How To Rock Your Performance (or audition)
With A Sore Throat! 

by Kate DeVore

You have an audition at 2:00pm and your throat is sore. You have a performance later that night and you’re worried that you might lose your voice. What do you do? Kate DeVore, a speech pathologist and dialect coach extraordinaire, has some useful tips for helping with that pesky sore throat.

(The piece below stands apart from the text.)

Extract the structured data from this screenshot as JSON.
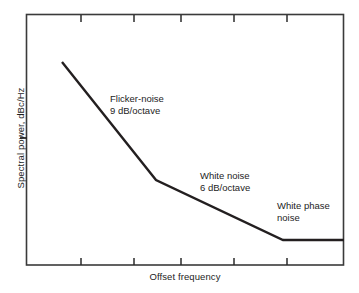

Performing When You’re Hoarse or Sick

  1. Stay hydrated. The vocal cords vibrate between 100-1500 times per second – they have to be flexible. Water hydrates you. Caffeine, alcohol, sweating, talking, singing, smoking, and certain medications dehydrate you. Drink enough water that you “pee pale” all the time, and you are good.
  2. Inhale steam. Your vocal cords sit at the top of your airway. Nothing you eat or drink touches them. If it does, you cough. Everything you breathe touches them. That’s why smoke is especially bad for them, as are inhaled irritants. You can buy a “personal steam inhaler,” which is great. Or you can use a towel and a pot of boiling water. 5-10 minutes twice a day, probably before a show.
  3. Rest your voice (but not for too long). If you have a day off, rest. Also do some gentle lip trills through your range every hour or so
  4. Place your voice forward. It feels like you are talking “over” your throat. Whispering does not help at all.
    
    
  5. Don’t use cough drops (unless you’re coughing). Just stay hydrated, and use a glycerin candy if you want something. Cough drops dry you out (but are worth it and great if you actually have a cough). 
  6. Remember that no one cares as much about your health and career as you do; know your limits to avoid an injury. 

Kate DeVore teaches 1 Day Voice Workshops and a Dialects class at Acting Studio Chicago. And make sure to buy Kate’s book: The Voice Book: Caring For, Protecting, and Improving Your Voice.